I reluctantly went to her office for 7 p.m., mainly because I didn’t want her to yell at me for not doing as I was told, and sat awkwardly on a spare chair. Her face looked soft and kind, but it didn’t make me feel any less nervous. Please don’t mention my eating, I thought.
‘I got you some biscuits,’ she said, offering me a plate of chocolate digestives and pink wafers. God, I wanted them. Biscuits had never looked so appealing. But my brain started to calculate the calories in each one, how hard I’d worked in the gym to burn the calories, and how long it would take me to burn them off. In the end, I figured it wasn’t worth it.
‘Take one,’ she said.
‘I’m OK, honestly,’ I replied, feeling a bit sweaty.
‘GO ON – EAT THE BISCUITS, YOU FAILURE!!!’ the Brain Deviant yelled, but I looked down at my lap.
‘Your friends are worried about you,’ she said sweetly. ‘A few girls have come to me and told me you haven’t been to any mealtimes and keep going to the gym excessively.’
Huh? What friends?! One girl knew about my eating disorder – if it hadn’t been obvious from my no-show at every mealtime this term, it was when I’d accidentally forgotten to turn my laptop off and left the pro-ana forum on the screen. A friend came into my room and saw it, and had confronted me in private. I lied and said I’d looked at it for research, but the notebook I kept with all the images of anorexically thin women and my calorie counting said otherwise.
I could’ve sought help then, but I didn’t. She offered me a lifeline but I refused to take it. When it comes to recovery you need to want to get better yourself, and I just wasn’t ready. I was too obsessed with fitting into a UK size-six pair of jeans and sticking below 1,000 calories a day to let go of it.
But now, as I sat in my housemistress’s office, I felt vulnerable. She was being so nice and sympathetic. I was so incredibly embarrassed that my secret was no longer just with me and my friend, but it was now known by my scary housemistress as well. My lungs wanted to explode and scream for help. This was the perfect opportunity to let the bulimia go. But the word
s just wouldn’t come out.
‘Do you make yourself sick?’ she asked, and I felt even more put on the spot.
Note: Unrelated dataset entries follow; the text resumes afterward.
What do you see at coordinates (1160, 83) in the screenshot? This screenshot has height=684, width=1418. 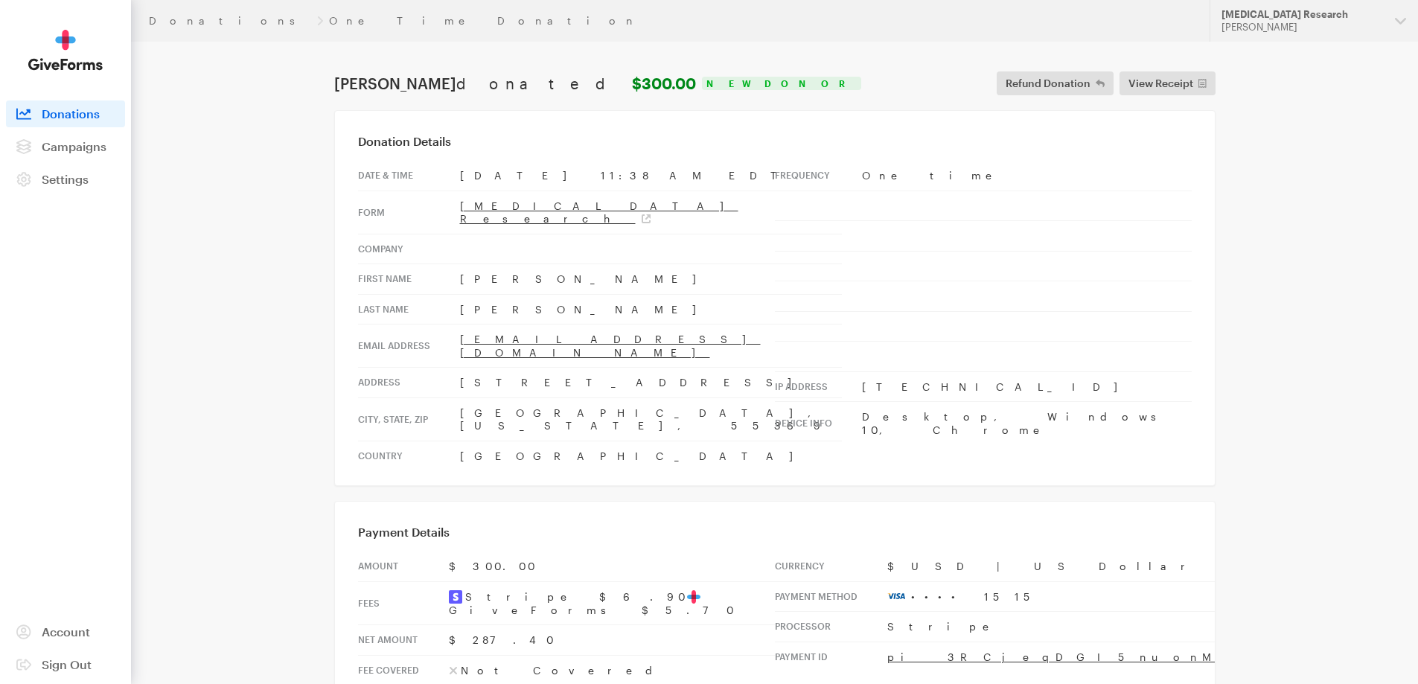 I see `span: View Receipt` at bounding box center [1160, 83]. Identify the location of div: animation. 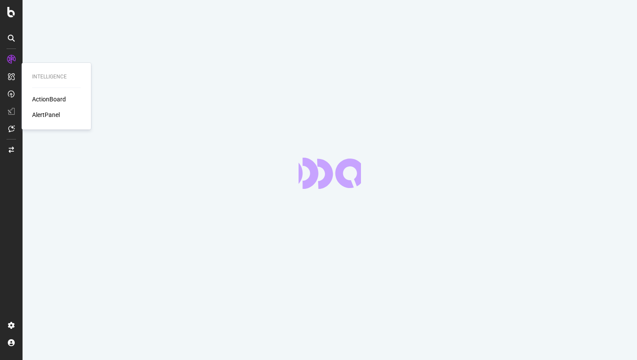
(330, 173).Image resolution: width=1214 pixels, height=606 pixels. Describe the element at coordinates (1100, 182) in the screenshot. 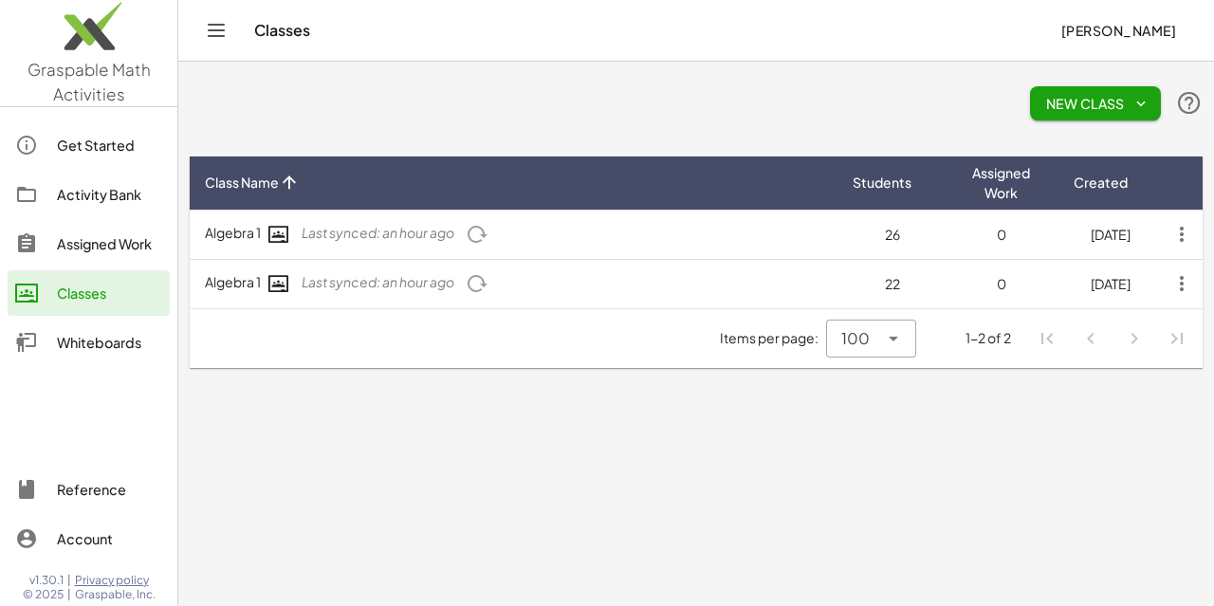

I see `span: Created` at that location.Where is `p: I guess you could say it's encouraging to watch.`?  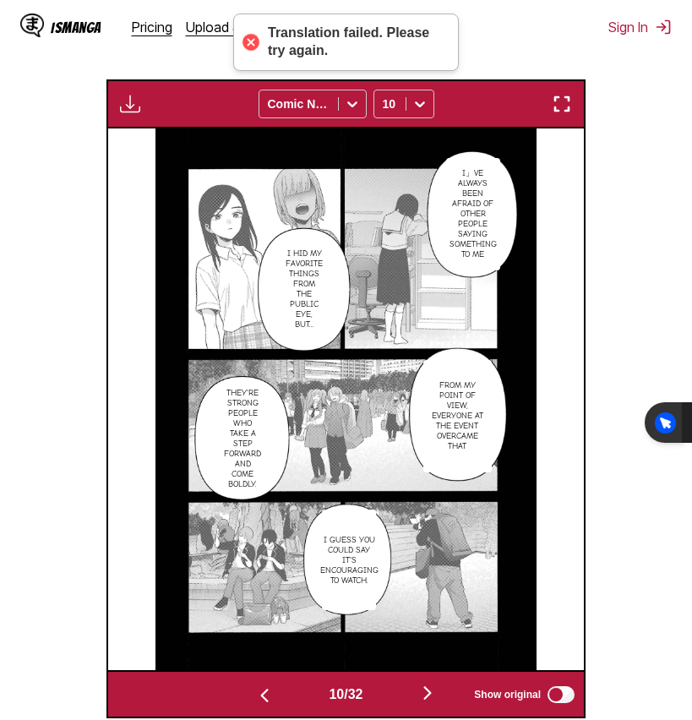 p: I guess you could say it's encouraging to watch. is located at coordinates (349, 560).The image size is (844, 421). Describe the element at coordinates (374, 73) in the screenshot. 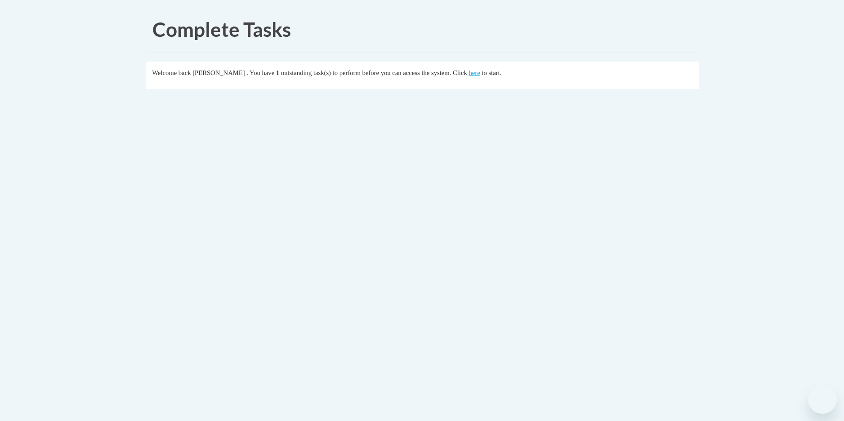

I see `span: outstanding task(s) to perform before you can access the system. Click` at that location.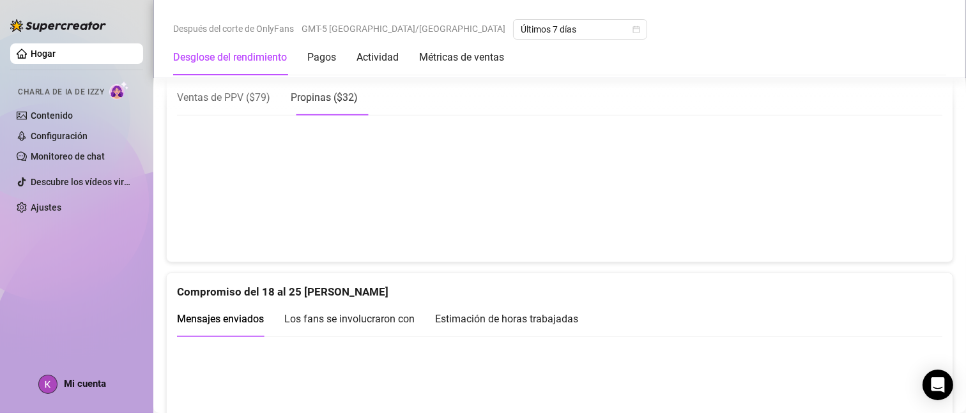 The image size is (966, 413). What do you see at coordinates (58, 26) in the screenshot?
I see `img: logo-BBDzfeDw.svg` at bounding box center [58, 26].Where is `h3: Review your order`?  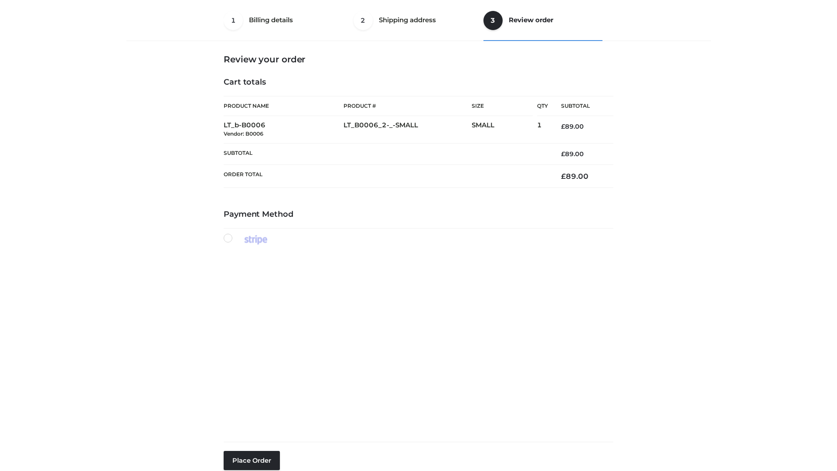 h3: Review your order is located at coordinates (419, 59).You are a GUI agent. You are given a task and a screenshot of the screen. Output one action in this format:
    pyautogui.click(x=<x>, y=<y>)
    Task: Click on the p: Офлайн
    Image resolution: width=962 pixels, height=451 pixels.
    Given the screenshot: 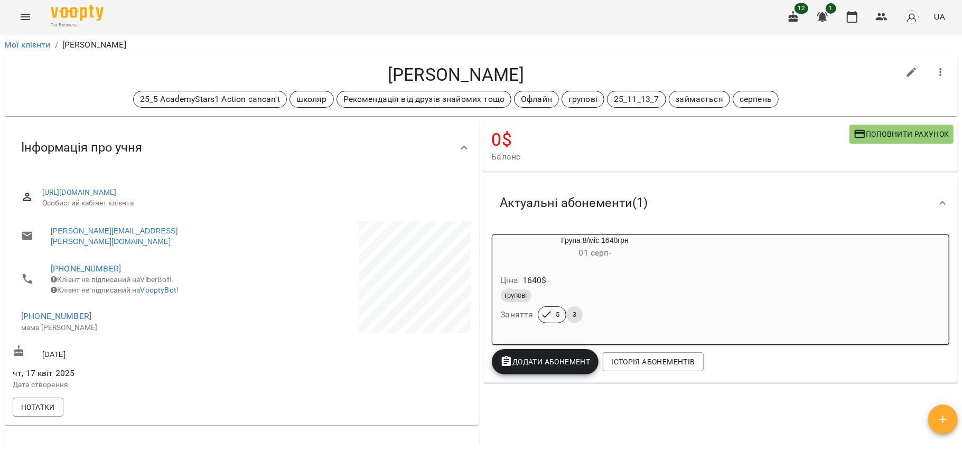 What is the action you would take?
    pyautogui.click(x=536, y=99)
    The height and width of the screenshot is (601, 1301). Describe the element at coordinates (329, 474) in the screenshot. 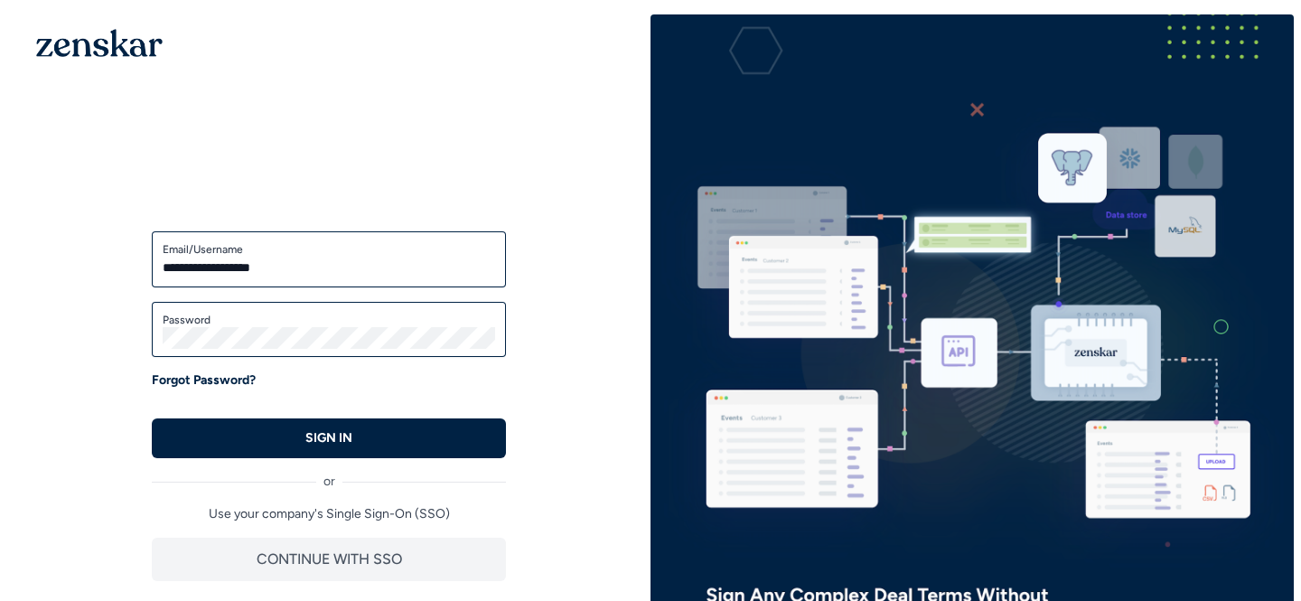

I see `div: or` at that location. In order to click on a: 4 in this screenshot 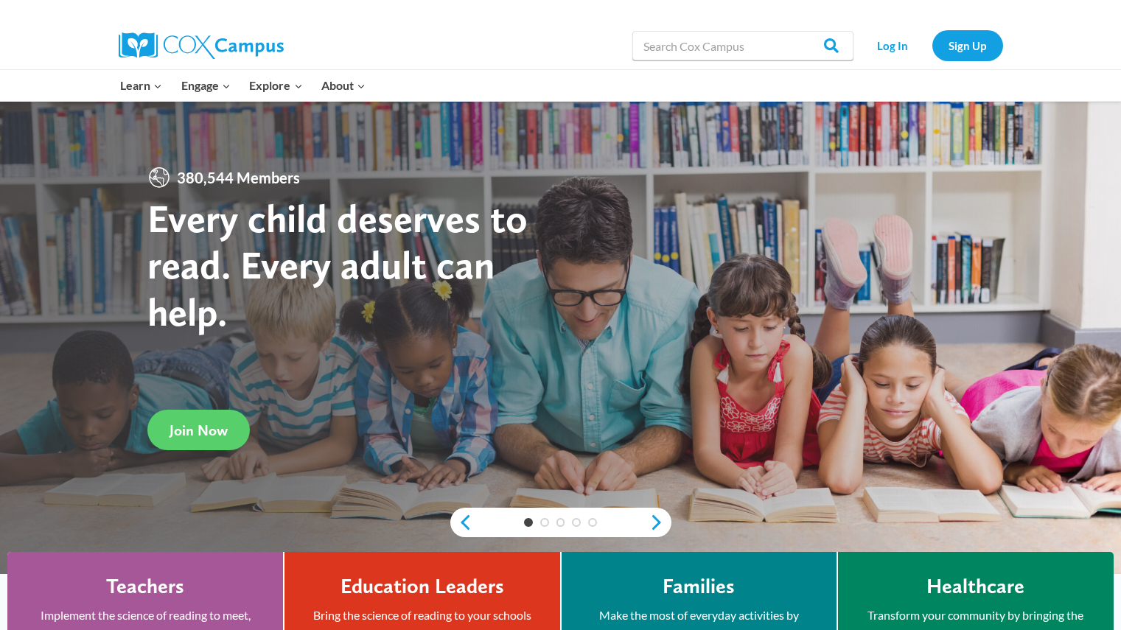, I will do `click(576, 522)`.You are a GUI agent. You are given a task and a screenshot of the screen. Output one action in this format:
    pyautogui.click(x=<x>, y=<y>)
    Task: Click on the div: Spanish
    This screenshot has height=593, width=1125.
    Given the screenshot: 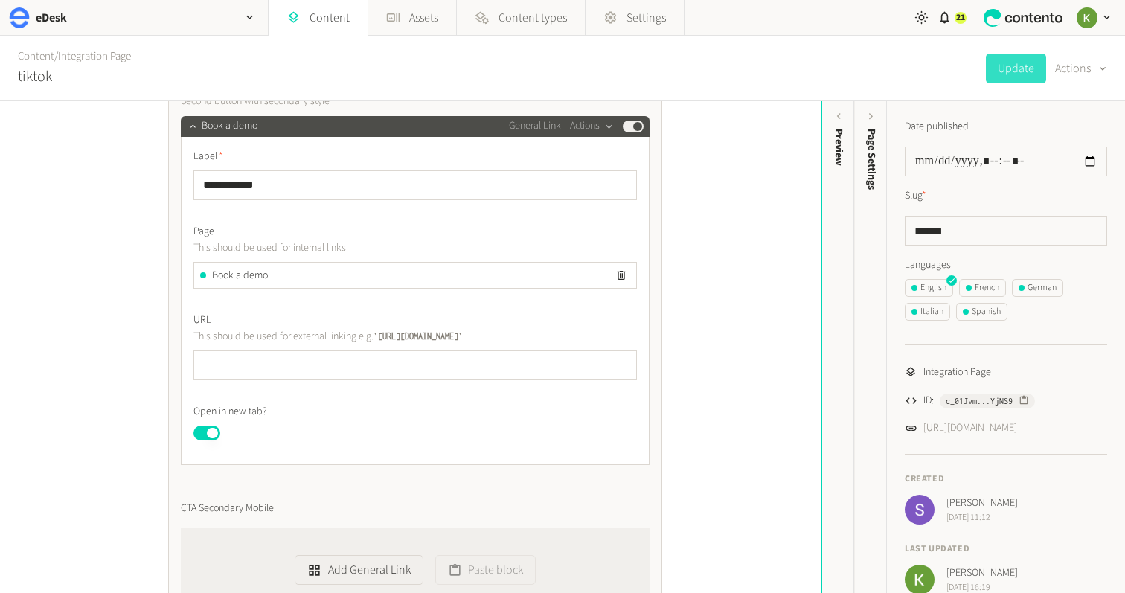 What is the action you would take?
    pyautogui.click(x=981, y=312)
    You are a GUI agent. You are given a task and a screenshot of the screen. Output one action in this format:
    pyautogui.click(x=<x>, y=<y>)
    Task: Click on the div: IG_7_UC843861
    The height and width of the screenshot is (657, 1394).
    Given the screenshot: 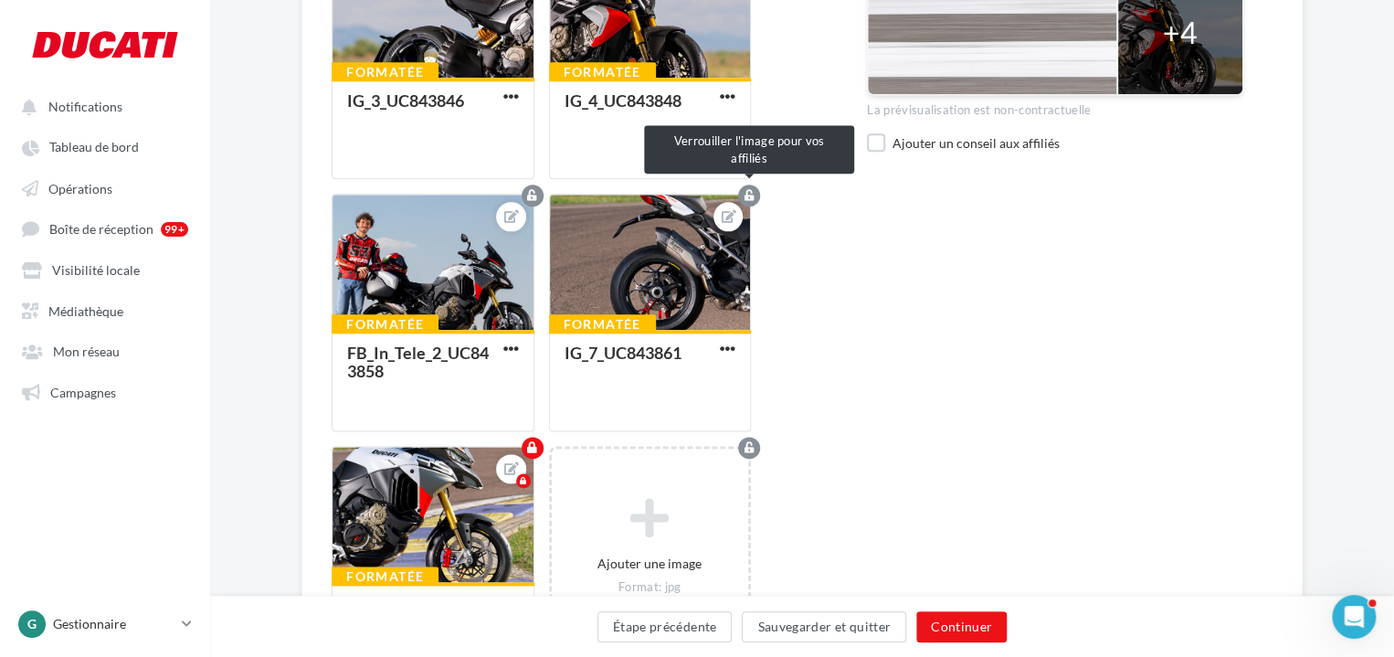 What is the action you would take?
    pyautogui.click(x=623, y=353)
    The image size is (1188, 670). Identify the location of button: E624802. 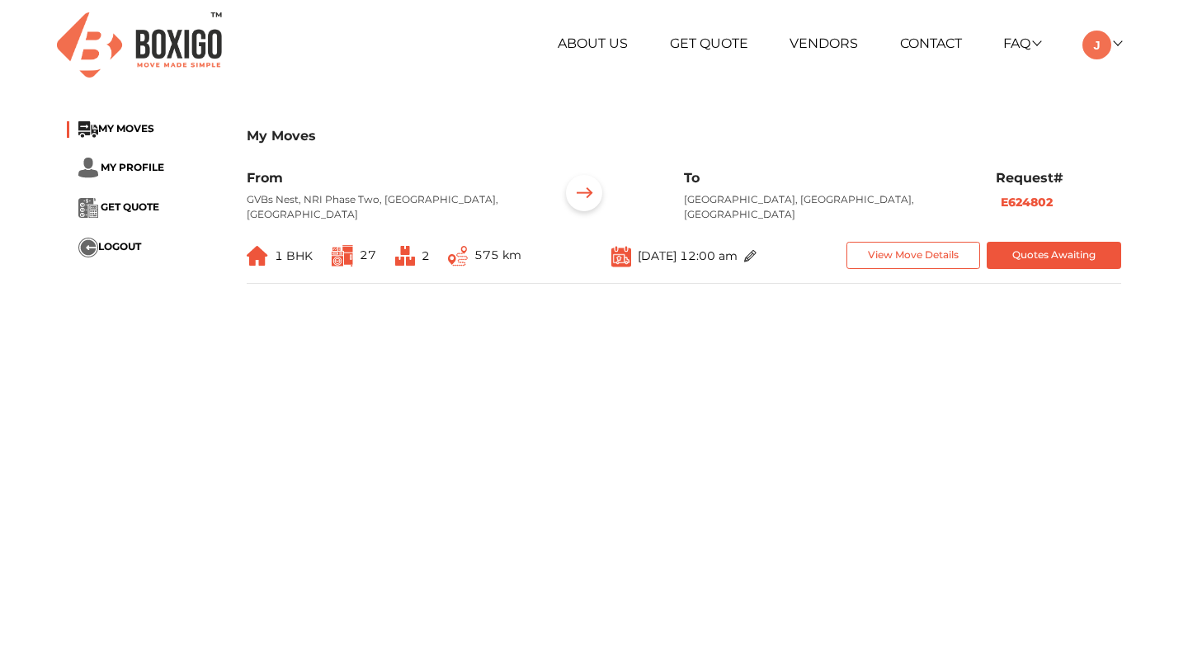
(1026, 202).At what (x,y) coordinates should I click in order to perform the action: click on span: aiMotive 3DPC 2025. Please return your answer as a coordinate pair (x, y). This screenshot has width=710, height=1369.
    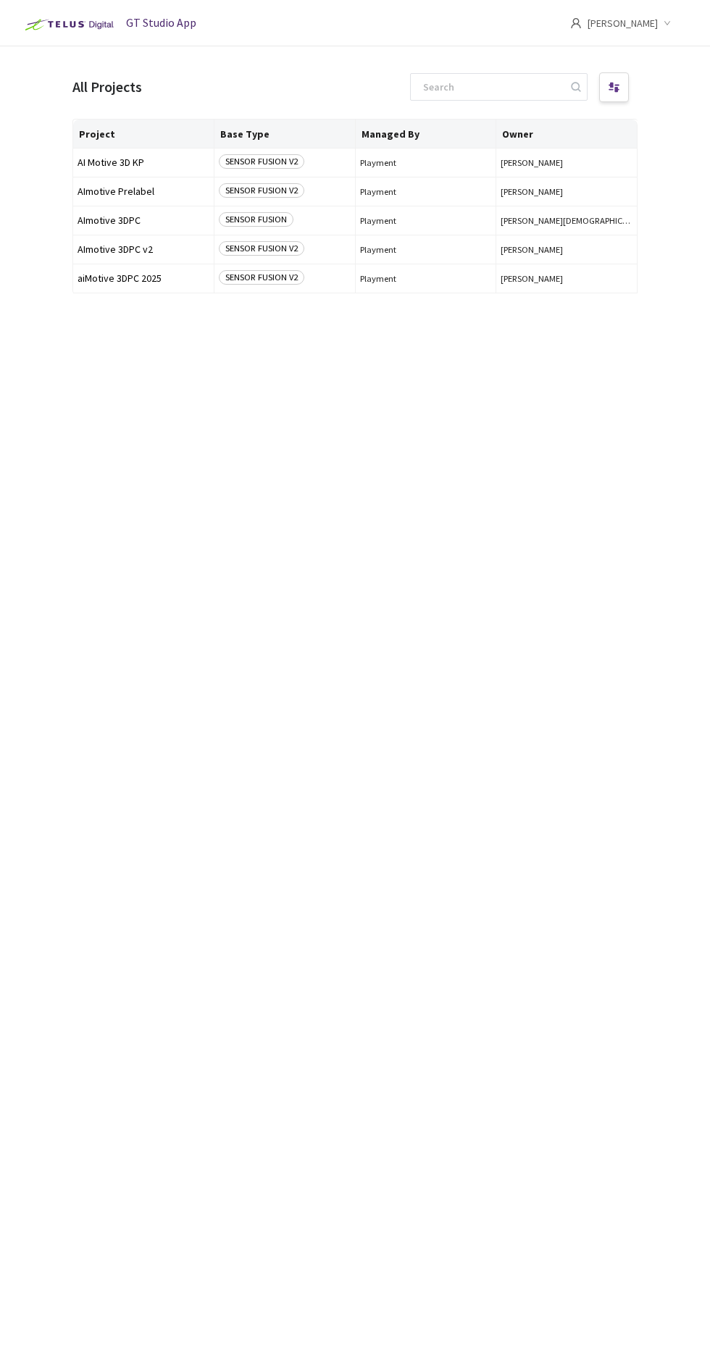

‘No!’ I said a little too quickly to be convincing. ‘God, no. Why would I do that?’
‘Well, you have lost a lot of weight,’ she said.
She sounded concerned, but this made me feel ecstatic.
‘Really?!’ I said, trying not to sound thrilled.
‘I think you should start going to the nurses’ office at lunch and dinner,’ she said. ‘Just for the time being, and until you start eating normally again.’
Well, how could I argue with that?
The nurses would bring me lunch on a tray from the dining room. I’d have to sit there in their office among girls with colds and eat every bite, then show them it had disappeared. Like a toddler.
But one day, a few weeks in, a couple of bitchy girls in the year above saw me eating a plate of food on my own. I knew they’d start a rumour about me. And that’s precisely what they did.
‘You know she’s rexy, right?’ one of them said, deliberately loudly so I could overhear, in assembly a few days later. I stared at her with a face like thunder, and her expression went from bitchy to ‘uh-oh’. First things first, ‘rexy’ isn’t a nice term to describe someone. Secondly, making the whole world aware that someone has an eating disorder isn’t cool, either.
I was mortified. That lunchtime I told the sisters I was well enough to start eating on my own again.
‘I don’t think you’re ready yet …’ one sister said.
‘I definitely am,’ I replied. ‘I feel much better now, thank you.’